I rest my hand over my stomach again, the gesture no longer feeling strange. “I’m okay.”
She exhales, relief written plainly across her face. “I worry.”
“I know. You always have.”
She sits beside me, close enough that our shoulders touch. “I just want you to be happy, Katie.”
The nickname tugs at something deep and old. “I am,” I say, surprising us both with how true it feels. “Not in the way you probably imagined. But I am.”
She smiles, eyes shining. “I never imagined much beyond you being safe.”
The room falls quiet for a moment, filled with the soft hum of the city outside and the faint rustle of shopping bags settling into place.
“You know, when you were little, you used to make me read you gossip magazines before bed.”
I laugh. “More like you loved reading me those magazines before bed.”
“I did,” she admits. “They were ridiculous and dramatic and full of lives that weren’t ours. It was an escape.”
“And now I write them.”
She nudges my knee. “You made a career out of bedtime stories. I’m proud of you.”
Emotion wells up unexpectedly, thick and warm. “You did the best you could. I know that.”
She reaches for my hand, squeezing. “So will you.”
Mom asked about the father once, and I told her the truth. It was a one-night stand. I didn’t tell her about Somalia; she was mad enough that I went there without telling her. She accepted it without second thought, and I’m grateful for that.
Later, after she’s gone to bed and the apartment settles into its nighttime quiet, I wander through the living room, picking uptiny socks and placing them into a basket, straightening things that don’t need straightening.
I pause by the window, city lights reflecting at me, and press my palm to the glass, thinking about James. I’ve done everything I can to find him, and he’s determined not to be found. The realization isn’t bitter—it’s calm.
He didn’t stay. He didn’t promise. He didn’t soften the truth to spare my feelings. In his own brutal way, he was honest, and that honesty changed me in ways I’m still uncovering.
“This is going to be okay,” I whisper to myself as much as to the life growing inside me. “I’m going to do right by you. I don’t know how yet. But I will.”
Outside, a siren wails briefly before fading into the distance. Life continues. Always has. Always will.
James is out there somewhere, moving through the world like a shadow, doing things I don’t want to imagine. He exists beyond my reach, beyond my understanding, and for the first time since Somalia, that truth doesn’t feel like an open wound.
It feels like closure.
12
RYDER
Dawn comes slow in the mountains, light bleeding into the valley. I move through it without hurry, boots quiet against frost-hardened ground, breath steady, senses open. This is the hour I prefer—the thin line between night and day, when the world hasn’t decided what it’s going to demand yet. The air is sharp, clean, and cold enough to sting but not enough to bite.
The rifle sits easy in my hands, familiar as my own weight. Out here, there’s no rush, no countdown ticking in the back of my skull. I track because I enjoy it. It reminds me what patience looks like when it isn’t weaponized.
A bird startles from a nearby branch, wings beating hard.
“Easy,” I murmur, not lifting my head. “I see you.”
The sound of my own voice doesn’t feel strange out here. It never has. I talk to the trees when the wind shifts through them, to the dogs at my heels, to the animals I hunt and thank when I take them. Not because I expect an answer, but because silence doesn’t need to be empty to be respected.
The dogs range ahead of me—lean bodies moving through brush with the kind of quiet purpose that only comes from good breeding and better training. German Shorthaired Pointers—built for distance, endurance, and focus. I raised them from eight weeks old, trained them myself, shaped every instinct with patience and repetition instead of force.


Exercise brief: Transcribe every line from the one containing "I am looking" through the end of the records below, exactly, but not the pictures.

Stored data entries:
= Beginning of Section =

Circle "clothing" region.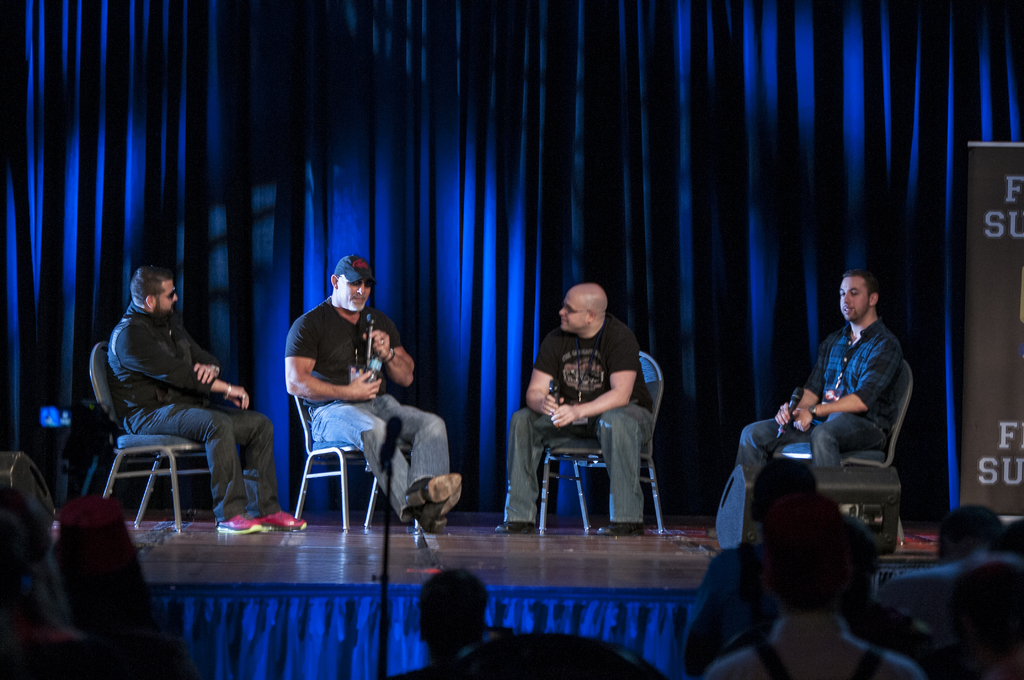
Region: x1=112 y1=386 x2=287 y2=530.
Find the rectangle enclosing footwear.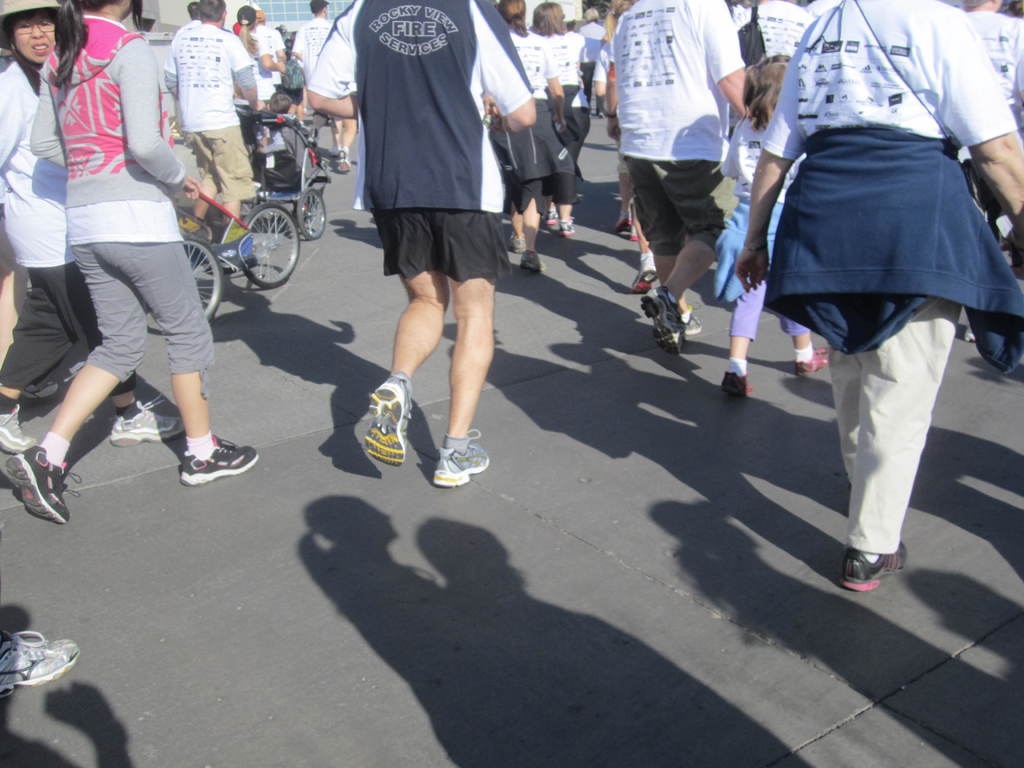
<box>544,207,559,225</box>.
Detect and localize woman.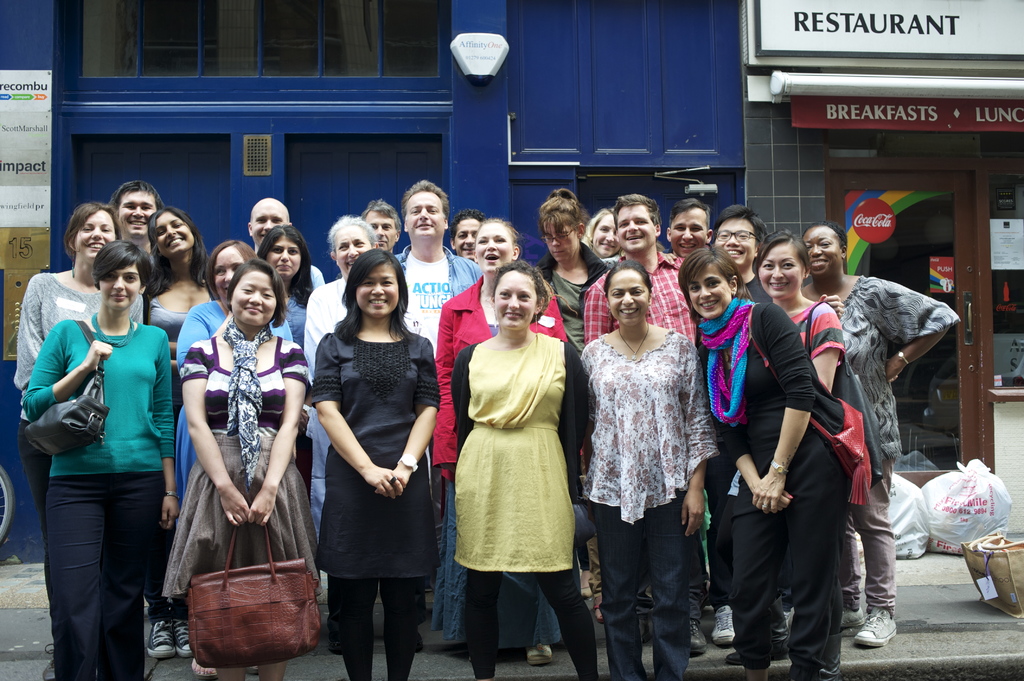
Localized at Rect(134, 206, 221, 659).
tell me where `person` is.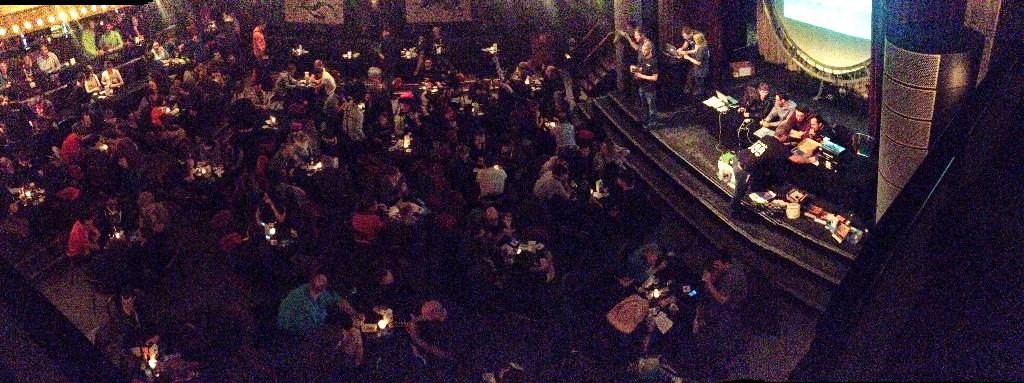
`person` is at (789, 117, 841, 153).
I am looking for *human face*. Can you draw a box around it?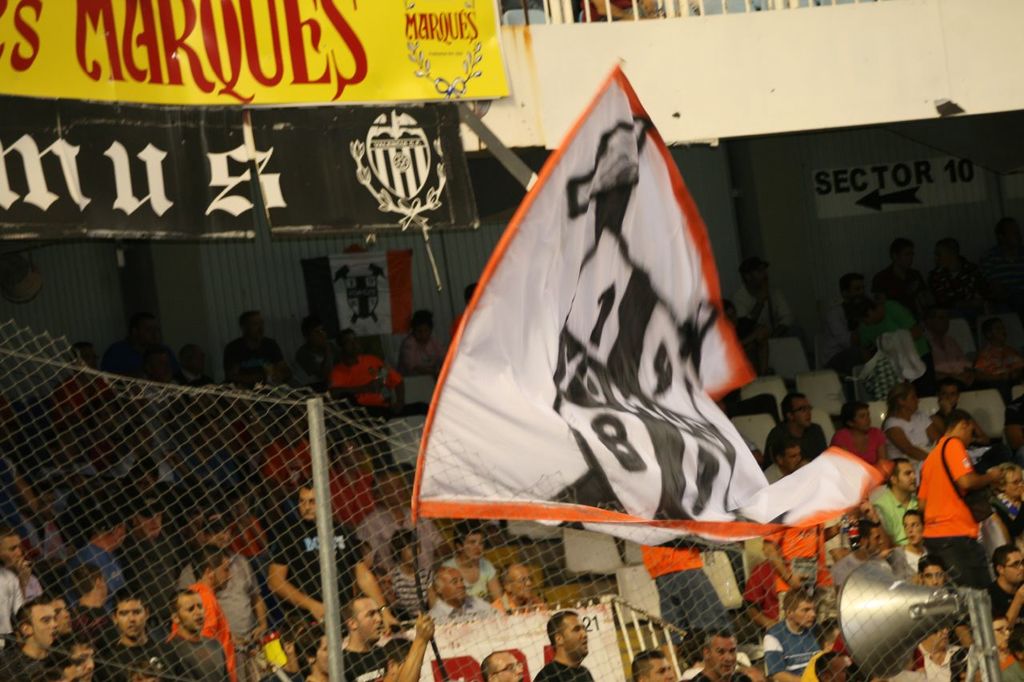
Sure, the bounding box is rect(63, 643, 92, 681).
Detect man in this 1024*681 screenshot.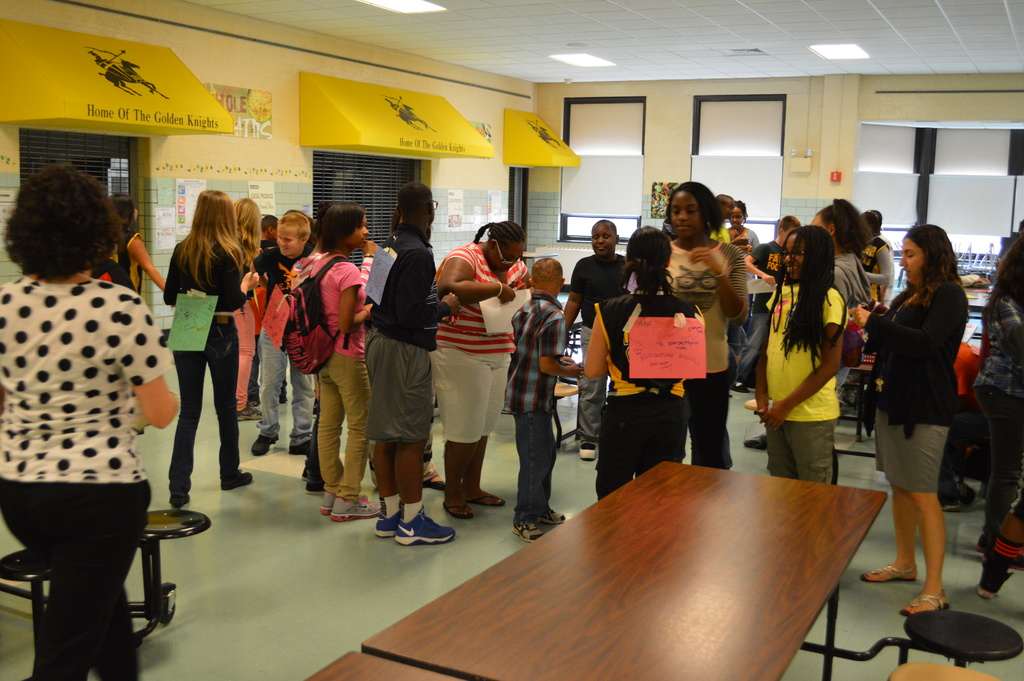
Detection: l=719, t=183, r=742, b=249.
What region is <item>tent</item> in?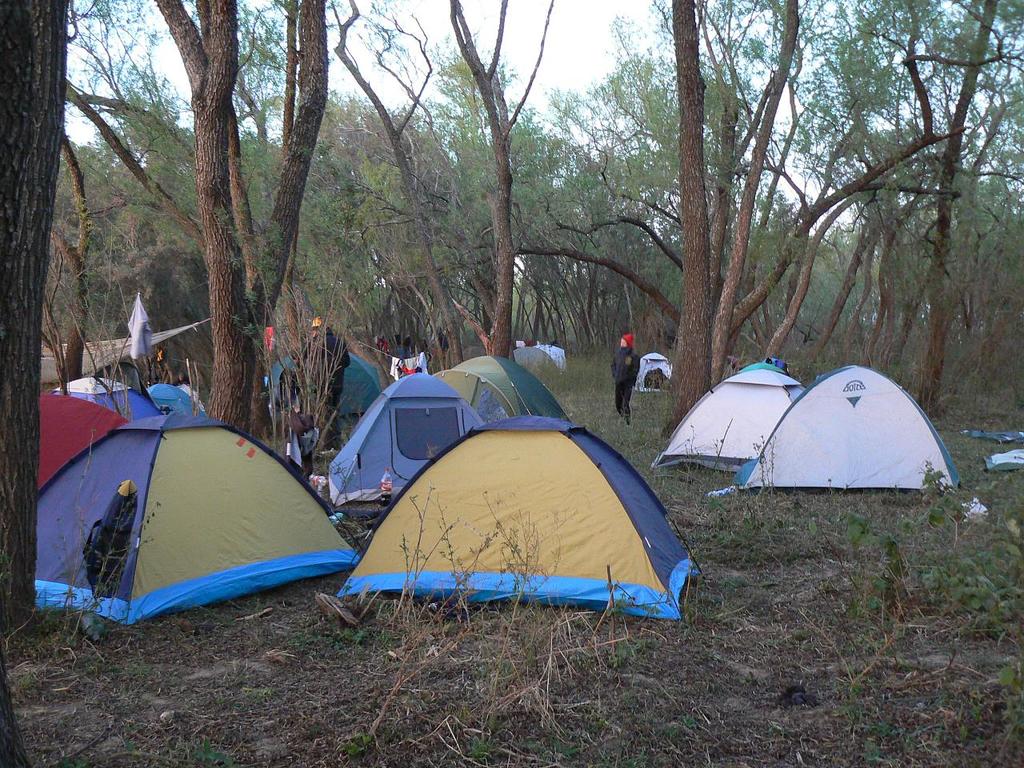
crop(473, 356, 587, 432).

= End of Section =

Problem solution:
I am looking for *human face*. Can you draw a box around it?
Sure, the bounding box is rect(63, 643, 92, 681).
Detect man in this 1024*681 screenshot.
Detection: l=719, t=183, r=742, b=249.
What region is <item>tent</item> in?
crop(473, 356, 587, 432).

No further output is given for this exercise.